We take one green square of selected basis, and then count heads for both light and dark green cells. We count in regular decimal, and then compare. 

There can be 3 outcomes: more heads at light side, more at dark, or they are equal. Let’s agree if there’s more on light side we choose that side as containing top left corner, and stop. If there’s more on dark side, we rotate board 180º and stop. If they are equal we take next digit.

Below widget has ∆’ field, which shows result of such comparison. Easy to see 180º rotation turns all < chars into > and vice versa, so we can choose a valid corner to start from.

But does this trick always work?

Undecidable symmetries

If P2 sees a state which is self-symmetric over both x and y, or up to 90º rotation, or up to 180º rotation, he still can’t decide. 

The only way to get into those states is to have the key in 0-th position. We may account key in the cell #63 as #0 because they are equivalent up to rotation.

Easy to see all those cases, after normalizing key to 0-th position, has W==0 after coin flip. So we have 1/64×1/64=1/4096 chance to have initial state which is undecidable for checkerboards. Probably we can somehow select asymmetric basis to solve those cases.
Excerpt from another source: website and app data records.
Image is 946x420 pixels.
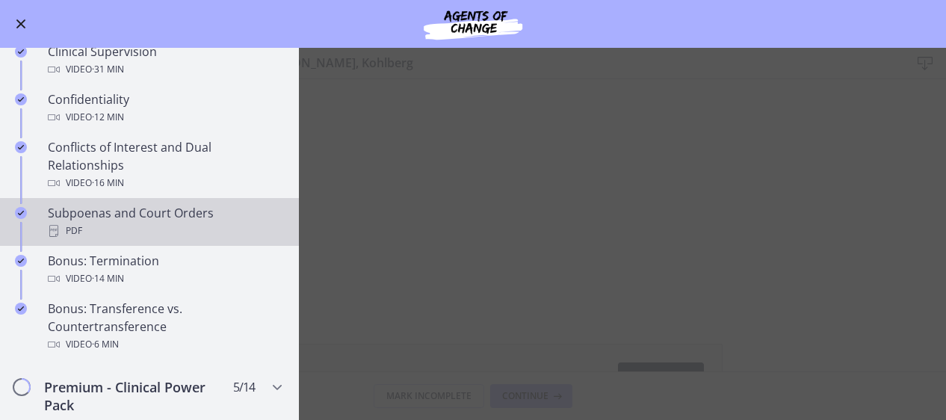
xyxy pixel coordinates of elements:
h2: Premium - Clinical Power Pack [44,378,226,414]
div: Video [48,61,281,78]
div: Bonus: Termination [48,252,281,288]
img: Agents of Change [383,6,563,42]
button: Enable menu [12,15,30,33]
div: PDF [48,222,281,240]
span: · 6 min [92,335,119,353]
i: Completed [15,93,27,105]
span: · 12 min [92,108,124,126]
div: Video [48,270,281,288]
i: Completed [15,207,27,219]
i: Completed [15,141,27,153]
i: Completed [15,255,27,267]
span: · 14 min [92,270,124,288]
div: Conflicts of Interest and Dual Relationships [48,138,281,192]
div: Video [48,108,281,126]
div: Subpoenas and Court Orders [48,204,281,240]
div: Video [48,174,281,192]
span: 5 / 14 [233,378,255,396]
div: Confidentiality [48,90,281,126]
div: Clinical Supervision [48,43,281,78]
span: · 31 min [92,61,124,78]
i: Completed [15,46,27,58]
div: Bonus: Transference vs. Countertransference [48,300,281,353]
i: Completed [15,303,27,315]
span: · 16 min [92,174,124,192]
div: Video [48,335,281,353]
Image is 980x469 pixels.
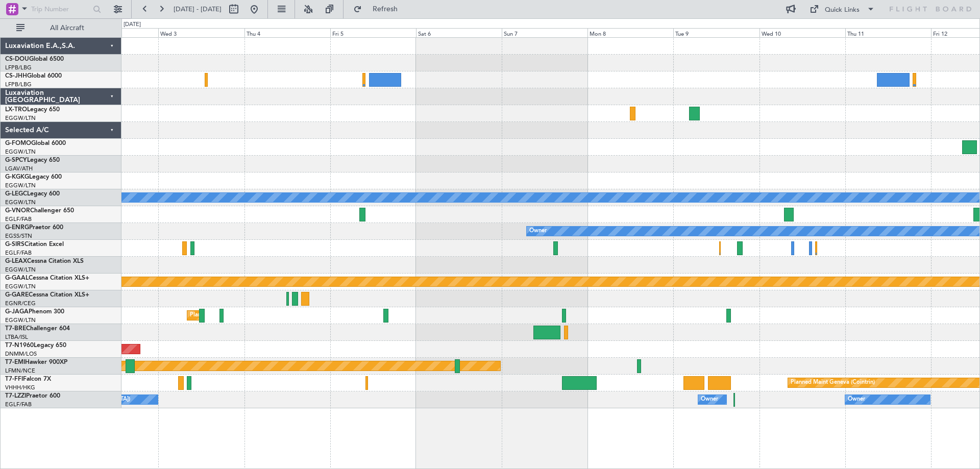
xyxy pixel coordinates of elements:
[5,325,26,332] span: T7-BRE
[5,392,61,399] a: T7-LZZIPraetor 600
[804,1,880,17] button: Quick Links
[5,350,37,357] a: DNMM/LOS
[5,191,27,197] span: G-LEGC
[825,5,860,15] div: Quick Links
[5,165,33,172] a: LGAV/ATH
[5,157,60,164] a: G-SPCYLegacy 650
[587,28,674,37] div: Mon 8
[349,1,410,17] button: Refresh
[5,73,27,79] span: CS-JHH
[124,21,141,29] div: [DATE]
[173,5,221,14] span: [DATE] - [DATE]
[5,56,29,62] span: CS-DOU
[5,317,36,324] a: EGGW/LTN
[5,376,23,382] span: T7-FFI
[5,233,32,240] a: EGSS/STN
[5,148,36,156] a: EGGW/LTN
[5,258,27,265] span: G-LEAX
[5,292,28,298] span: G-GARE
[330,28,416,37] div: Fri 5
[530,223,547,239] div: Owner
[5,384,35,391] a: VHHH/HKG
[5,283,36,290] a: EGGW/LTN
[5,325,70,332] a: T7-BREChallenger 604
[5,174,29,180] span: G-KGKG
[5,359,25,365] span: T7-EMI
[5,107,60,113] a: LX-TROLegacy 650
[5,308,28,315] span: G-JAGA
[5,401,31,408] a: EGLF/FAB
[5,258,83,265] a: G-LEAXCessna Citation XLS
[5,241,25,248] span: G-SIRS
[5,140,66,147] a: G-FOMOGlobal 6000
[5,300,36,307] a: EGNR/CEG
[5,216,31,223] a: EGLF/FAB
[5,63,31,72] a: LFPB/LBG
[5,107,27,113] span: LX-TRO
[5,392,26,399] span: T7-LZZI
[5,342,34,349] span: T7-N1960
[5,308,64,315] a: G-JAGAPhenom 300
[416,28,501,37] div: Sat 6
[5,376,51,382] a: T7-FFIFalcon 7X
[5,266,36,273] a: EGGW/LTN
[5,140,31,147] span: G-FOMO
[674,28,759,37] div: Tue 9
[760,28,846,37] div: Wed 10
[5,157,27,164] span: G-SPCY
[5,359,67,365] a: T7-EMIHawker 900XP
[848,391,866,408] div: Owner
[364,6,407,12] span: Refresh
[190,307,351,323] div: Planned Maint [GEOGRAPHIC_DATA] ([GEOGRAPHIC_DATA])
[5,224,29,231] span: G-ENRG
[701,391,718,408] div: Owner
[846,28,931,37] div: Thu 11
[5,367,35,374] a: LFMN/NCE
[5,241,63,248] a: G-SIRSCitation Excel
[5,208,30,214] span: G-VNOR
[5,191,60,197] a: G-LEGCLegacy 600
[5,224,63,231] a: G-ENRGPraetor 600
[5,275,28,281] span: G-GAAL
[5,182,36,189] a: EGGW/LTN
[5,174,61,180] a: G-KGKGLegacy 600
[158,28,244,37] div: Wed 3
[5,249,31,256] a: EGLF/FAB
[5,342,66,349] a: T7-N1960Legacy 650
[26,25,108,31] span: All Aircraft
[11,20,111,36] button: All Aircraft
[501,28,587,37] div: Sun 7
[5,333,28,340] a: LTBA/ISL
[5,275,89,281] a: G-GAALCessna Citation XLS+
[5,73,61,79] a: CS-JHHGlobal 6000
[5,56,63,62] a: CS-DOUGlobal 6500
[31,2,90,17] input: Trip Number
[791,375,875,391] div: Planned Maint Geneva (Cointrin)
[244,28,330,37] div: Thu 4
[5,80,31,88] a: LFPB/LBG
[5,292,89,298] a: G-GARECessna Citation XLS+
[5,208,74,214] a: G-VNORChallenger 650
[5,114,36,122] a: EGGW/LTN
[5,199,36,206] a: EGGW/LTN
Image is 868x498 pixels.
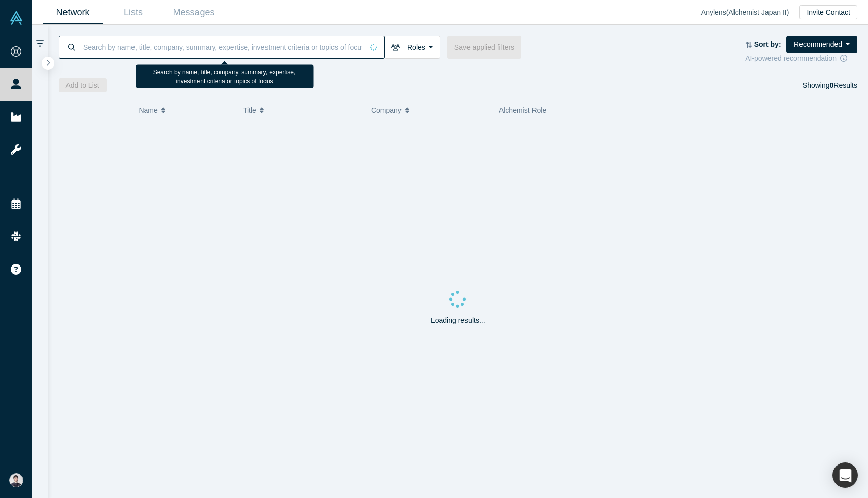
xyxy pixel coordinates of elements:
[447,36,521,59] button: Save applied filters
[431,315,485,326] p: Loading results...
[830,81,858,89] span: Results
[803,78,858,93] div: Showing
[243,100,257,121] span: Title
[384,36,440,59] button: Roles
[9,473,23,487] img: Katsutoshi Tabata's Account
[243,100,360,121] button: Title
[755,40,781,48] strong: Sort by:
[43,1,103,25] a: Network
[746,53,858,64] div: AI-powered recommendation
[82,35,363,59] input: Search by name, title, company, summary, expertise, investment criteria or topics of focus
[139,100,157,121] span: Name
[830,81,834,89] strong: 0
[9,10,23,25] img: Alchemist Vault Logo
[799,5,858,19] button: Invite Contact
[786,36,858,53] button: Recommended
[139,100,233,121] button: Name
[163,1,224,25] a: Messages
[59,78,107,93] button: Add to List
[371,100,488,121] button: Company
[499,106,546,114] span: Alchemist Role
[371,100,402,121] span: Company
[701,7,800,17] div: Anylens ( Alchemist Japan II )
[103,1,163,25] a: Lists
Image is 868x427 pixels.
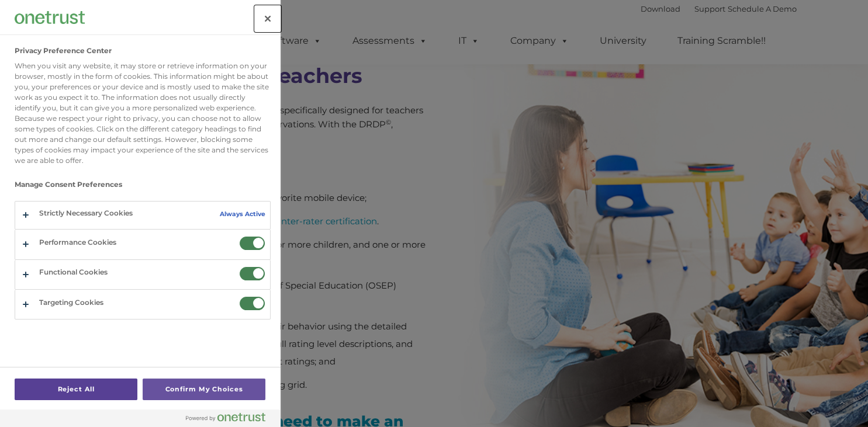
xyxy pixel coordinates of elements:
img: Company Logo [14,11,84,23]
h3: Manage Consent Preferences [14,181,271,194]
button: Confirm My Choices [143,379,265,401]
h2: Privacy Preference Center [14,47,111,55]
button: Reject All [14,379,137,401]
img: Powered by OneTrust Opens in a new Tab [186,413,265,422]
div: Company Logo [14,6,84,29]
a: Powered by OneTrust Opens in a new Tab [186,413,275,427]
button: Close [255,6,280,32]
div: When you visit any website, it may store or retrieve information on your browser, mostly in the f... [14,61,271,166]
Anyway, for chessboards with known top left corner, a8, prisoners can always solve the puzzle.

Other bases and solutions

There can be a large variety of bases, both looking symmetric and asymmetric: 

Also YouTube is full of different solutions, most interesting is about 6 dimensional cube rotations:

Also there exists good related publication at Cantor’s Paradise, which shows several other approaches.